Reflection is not a diary
Reflective writing is now common in nursing, education, social work, business and many degree courses with a placement or practical component. Students often misread the task as "write about your feelings," and produce a diary entry. Academic reflection goes further: it uses an experience as raw material for analysis, asking not just what happened and how you felt, but why it mattered, what it revealed, and how it will change what you do next. The personal voice is allowed — encouraged — but it serves a thinking process, not a confession.
Use a reflective model
Models give reflection a backbone so it does not wander. Two are widely used and easy to apply:
| Model | Stages |
|---|---|
| Gibbs' Reflective Cycle | Description → Feelings → Evaluation → Analysis → Conclusion → Action plan |
| "What? So what? Now what?" | What happened → Why it matters → What I will do differently |
The simpler model is perfect for shorter pieces; Gibbs' cycle suits longer, assessed reflections. Whichever you use, the most important stages are the later ones — analysis and action — because that is where reflection becomes academic.
A reflective structure
- Introduction — name the experience and what the reflection will explore.
- Description — briefly, what happened (keep it short; it is context, not the point).
- Analysis — the heart of the essay: why it unfolded as it did, what it revealed about your assumptions or skills, and how it connects to theory or evidence.
- Conclusion & action plan — what you learned and, concretely, what you will do differently.
Weak reflective essays spend most of their words on description ("first this happened, then that"). Strong ones spend most of their words on analysis and learning. As a rough guide, description should be a small fraction of the essay, and analysis the bulk of it.
Balance personal voice with analysis
Reflective essays are usually written in the first person — "I felt," "I realised," "I now understand" — and that is correct: the whole point is your own experience and growth. But the first person is a tool for honesty, not an excuse to abandon rigour. Pair each personal observation with analysis: not "I felt overwhelmed," but "I felt overwhelmed, which in hindsight reflected a gap in my time-management I had not recognised." Feeling plus analysis is the reflective sweet spot.
Link experience to theory
In most academic reflection, you are expected to connect your experience to the concepts, models or evidence from your course — that is what distinguishes a graduate-level reflection from a personal essay. If a placement experience illustrates a communication model you studied, name it and use it as a lens. This is also where citations appear: even reflective writing references the theory it draws on, formatted in your required style.
Common mistakes to avoid
- Writing a diary entry instead of an analytical reflection.
- Spending most of the essay describing events rather than analysing them.
- Reflecting with no model, so the piece lacks structure.
- Failing to link the experience to course theory or evidence.
- Avoiding honesty — pretending nothing went wrong removes the thing worth reflecting on.
Frequently asked questions
Can a reflective essay be written in the first person?
Yes. Reflective essays are normally written in the first person because they recount and analyse your own experience. The key is to pair personal observations with genuine analysis rather than simply narrating events.
What is Gibbs’ Reflective Cycle?
It is a six-stage model for structured reflection: description, feelings, evaluation, analysis, conclusion and action plan. It guides you from what happened through to what you will do differently, and is widely used in nursing and education.
How much description should a reflective essay include?
Keep description brief — it is only context. The bulk of the essay should be analysis and learning: why the experience mattered, what it revealed, and what you will change as a result.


*EXERCISE INSTRUCTIONS*
Every line containing "ANTIRETROVIRAL" should be copied out. Go through the entries and find them.
** Opening GIVEN DATA block **
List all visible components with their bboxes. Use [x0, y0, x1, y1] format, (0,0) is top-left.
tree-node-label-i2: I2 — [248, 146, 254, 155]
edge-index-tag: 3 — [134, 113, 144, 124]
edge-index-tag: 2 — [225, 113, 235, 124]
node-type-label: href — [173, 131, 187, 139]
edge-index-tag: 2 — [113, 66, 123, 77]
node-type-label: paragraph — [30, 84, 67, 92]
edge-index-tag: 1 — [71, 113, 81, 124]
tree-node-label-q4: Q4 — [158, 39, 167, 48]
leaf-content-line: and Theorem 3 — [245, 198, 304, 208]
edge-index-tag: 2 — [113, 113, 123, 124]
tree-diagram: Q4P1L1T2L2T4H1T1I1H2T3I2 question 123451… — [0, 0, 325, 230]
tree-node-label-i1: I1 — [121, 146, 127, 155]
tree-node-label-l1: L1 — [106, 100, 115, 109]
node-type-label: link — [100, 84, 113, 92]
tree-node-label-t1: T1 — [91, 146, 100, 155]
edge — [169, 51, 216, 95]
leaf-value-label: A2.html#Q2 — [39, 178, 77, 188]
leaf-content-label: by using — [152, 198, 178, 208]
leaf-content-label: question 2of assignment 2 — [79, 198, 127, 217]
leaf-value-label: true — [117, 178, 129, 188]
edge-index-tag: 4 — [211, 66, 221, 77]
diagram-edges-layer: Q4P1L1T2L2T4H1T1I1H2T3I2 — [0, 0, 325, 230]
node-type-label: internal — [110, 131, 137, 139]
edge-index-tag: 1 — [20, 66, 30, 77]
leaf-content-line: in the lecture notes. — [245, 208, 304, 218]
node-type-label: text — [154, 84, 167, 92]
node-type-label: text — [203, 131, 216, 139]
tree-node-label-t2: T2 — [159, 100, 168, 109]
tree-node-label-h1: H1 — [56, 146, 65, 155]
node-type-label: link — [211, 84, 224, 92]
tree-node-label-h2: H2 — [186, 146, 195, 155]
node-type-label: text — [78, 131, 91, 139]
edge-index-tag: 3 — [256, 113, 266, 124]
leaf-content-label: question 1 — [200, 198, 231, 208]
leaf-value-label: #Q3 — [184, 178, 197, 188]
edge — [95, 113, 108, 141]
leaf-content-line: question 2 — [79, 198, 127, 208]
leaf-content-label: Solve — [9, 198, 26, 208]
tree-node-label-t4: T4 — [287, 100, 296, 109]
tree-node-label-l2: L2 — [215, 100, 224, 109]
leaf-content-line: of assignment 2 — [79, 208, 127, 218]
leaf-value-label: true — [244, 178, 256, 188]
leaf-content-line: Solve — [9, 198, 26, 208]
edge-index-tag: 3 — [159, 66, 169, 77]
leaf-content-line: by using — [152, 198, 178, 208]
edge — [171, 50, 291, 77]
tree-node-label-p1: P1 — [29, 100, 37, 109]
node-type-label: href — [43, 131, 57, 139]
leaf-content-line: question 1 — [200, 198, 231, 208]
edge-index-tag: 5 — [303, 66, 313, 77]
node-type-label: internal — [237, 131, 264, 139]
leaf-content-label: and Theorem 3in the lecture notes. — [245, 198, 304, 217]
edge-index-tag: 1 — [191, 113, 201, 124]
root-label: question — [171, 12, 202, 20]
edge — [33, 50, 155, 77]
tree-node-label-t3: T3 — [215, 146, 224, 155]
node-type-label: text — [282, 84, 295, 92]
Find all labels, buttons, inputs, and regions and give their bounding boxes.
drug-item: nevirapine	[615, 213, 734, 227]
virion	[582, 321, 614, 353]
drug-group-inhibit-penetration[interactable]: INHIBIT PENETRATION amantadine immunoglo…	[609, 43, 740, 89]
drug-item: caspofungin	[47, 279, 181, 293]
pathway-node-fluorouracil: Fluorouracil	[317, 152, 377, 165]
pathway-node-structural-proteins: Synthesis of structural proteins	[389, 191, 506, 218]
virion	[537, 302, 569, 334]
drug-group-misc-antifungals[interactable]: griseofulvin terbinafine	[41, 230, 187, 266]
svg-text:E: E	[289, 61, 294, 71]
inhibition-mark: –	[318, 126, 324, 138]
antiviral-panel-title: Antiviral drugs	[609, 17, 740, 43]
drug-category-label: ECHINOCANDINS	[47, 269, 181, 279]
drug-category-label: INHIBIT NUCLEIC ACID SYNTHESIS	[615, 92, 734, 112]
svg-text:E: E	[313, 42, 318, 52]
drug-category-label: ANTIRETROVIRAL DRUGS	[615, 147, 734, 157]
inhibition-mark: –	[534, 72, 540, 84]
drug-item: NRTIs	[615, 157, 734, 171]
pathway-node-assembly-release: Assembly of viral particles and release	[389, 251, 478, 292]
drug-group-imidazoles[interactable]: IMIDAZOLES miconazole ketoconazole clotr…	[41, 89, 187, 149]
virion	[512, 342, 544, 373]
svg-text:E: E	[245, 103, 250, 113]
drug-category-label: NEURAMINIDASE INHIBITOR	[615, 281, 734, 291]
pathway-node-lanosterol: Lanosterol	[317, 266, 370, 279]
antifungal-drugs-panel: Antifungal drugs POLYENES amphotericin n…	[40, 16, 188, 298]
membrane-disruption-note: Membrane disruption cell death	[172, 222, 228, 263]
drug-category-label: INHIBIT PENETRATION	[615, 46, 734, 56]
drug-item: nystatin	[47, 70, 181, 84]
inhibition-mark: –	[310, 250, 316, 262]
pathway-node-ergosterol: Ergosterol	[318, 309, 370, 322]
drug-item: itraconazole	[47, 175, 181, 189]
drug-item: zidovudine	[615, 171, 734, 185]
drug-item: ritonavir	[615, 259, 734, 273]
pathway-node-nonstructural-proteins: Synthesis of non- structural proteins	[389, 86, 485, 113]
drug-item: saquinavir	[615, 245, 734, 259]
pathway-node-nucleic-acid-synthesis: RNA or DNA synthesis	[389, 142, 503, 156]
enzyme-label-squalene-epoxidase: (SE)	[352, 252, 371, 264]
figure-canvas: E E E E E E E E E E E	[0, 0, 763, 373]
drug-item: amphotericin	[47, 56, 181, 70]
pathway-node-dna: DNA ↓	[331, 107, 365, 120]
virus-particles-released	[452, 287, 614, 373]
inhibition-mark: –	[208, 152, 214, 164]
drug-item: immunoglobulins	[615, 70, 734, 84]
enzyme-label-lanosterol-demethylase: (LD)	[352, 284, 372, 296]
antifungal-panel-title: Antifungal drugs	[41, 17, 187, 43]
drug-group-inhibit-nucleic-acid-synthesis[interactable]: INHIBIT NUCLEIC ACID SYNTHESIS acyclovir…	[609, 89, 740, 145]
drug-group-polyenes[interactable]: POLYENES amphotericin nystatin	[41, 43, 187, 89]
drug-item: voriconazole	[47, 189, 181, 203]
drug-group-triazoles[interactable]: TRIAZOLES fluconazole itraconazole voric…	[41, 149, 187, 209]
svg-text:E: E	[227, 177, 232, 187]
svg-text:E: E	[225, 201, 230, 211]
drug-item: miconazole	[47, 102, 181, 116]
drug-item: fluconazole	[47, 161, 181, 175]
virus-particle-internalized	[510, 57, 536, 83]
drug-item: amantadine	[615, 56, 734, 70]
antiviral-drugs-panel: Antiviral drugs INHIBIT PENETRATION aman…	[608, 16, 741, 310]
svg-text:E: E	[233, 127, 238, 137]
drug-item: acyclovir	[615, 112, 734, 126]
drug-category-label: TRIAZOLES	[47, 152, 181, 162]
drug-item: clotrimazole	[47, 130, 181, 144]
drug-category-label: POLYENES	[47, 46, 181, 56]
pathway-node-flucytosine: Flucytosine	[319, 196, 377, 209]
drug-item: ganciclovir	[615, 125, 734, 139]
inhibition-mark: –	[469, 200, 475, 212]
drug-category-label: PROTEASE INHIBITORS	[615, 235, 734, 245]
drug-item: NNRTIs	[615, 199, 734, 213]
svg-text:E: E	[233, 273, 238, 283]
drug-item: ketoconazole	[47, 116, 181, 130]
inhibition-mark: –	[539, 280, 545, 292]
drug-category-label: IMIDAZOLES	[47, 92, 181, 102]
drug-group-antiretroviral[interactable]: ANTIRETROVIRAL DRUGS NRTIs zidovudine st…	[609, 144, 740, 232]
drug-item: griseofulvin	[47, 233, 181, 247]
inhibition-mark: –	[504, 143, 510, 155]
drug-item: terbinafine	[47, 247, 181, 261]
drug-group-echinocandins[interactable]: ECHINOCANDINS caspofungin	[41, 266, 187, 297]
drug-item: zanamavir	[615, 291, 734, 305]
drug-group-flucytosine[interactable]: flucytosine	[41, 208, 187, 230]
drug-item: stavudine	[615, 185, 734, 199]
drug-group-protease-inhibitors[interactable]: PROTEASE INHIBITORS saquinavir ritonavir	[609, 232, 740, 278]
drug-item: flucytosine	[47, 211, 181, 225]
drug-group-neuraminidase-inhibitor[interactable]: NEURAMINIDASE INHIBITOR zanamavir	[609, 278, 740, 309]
** Closing GIVEN DATA block **
*SOLUTION FOR THIS PROBLEM*
drug-category-label: ANTIRETROVIRAL DRUGS	[615, 147, 734, 157]
drug-group-antiretroviral[interactable]: ANTIRETROVIRAL DRUGS NRTIs zidovudine st…	[609, 144, 740, 232]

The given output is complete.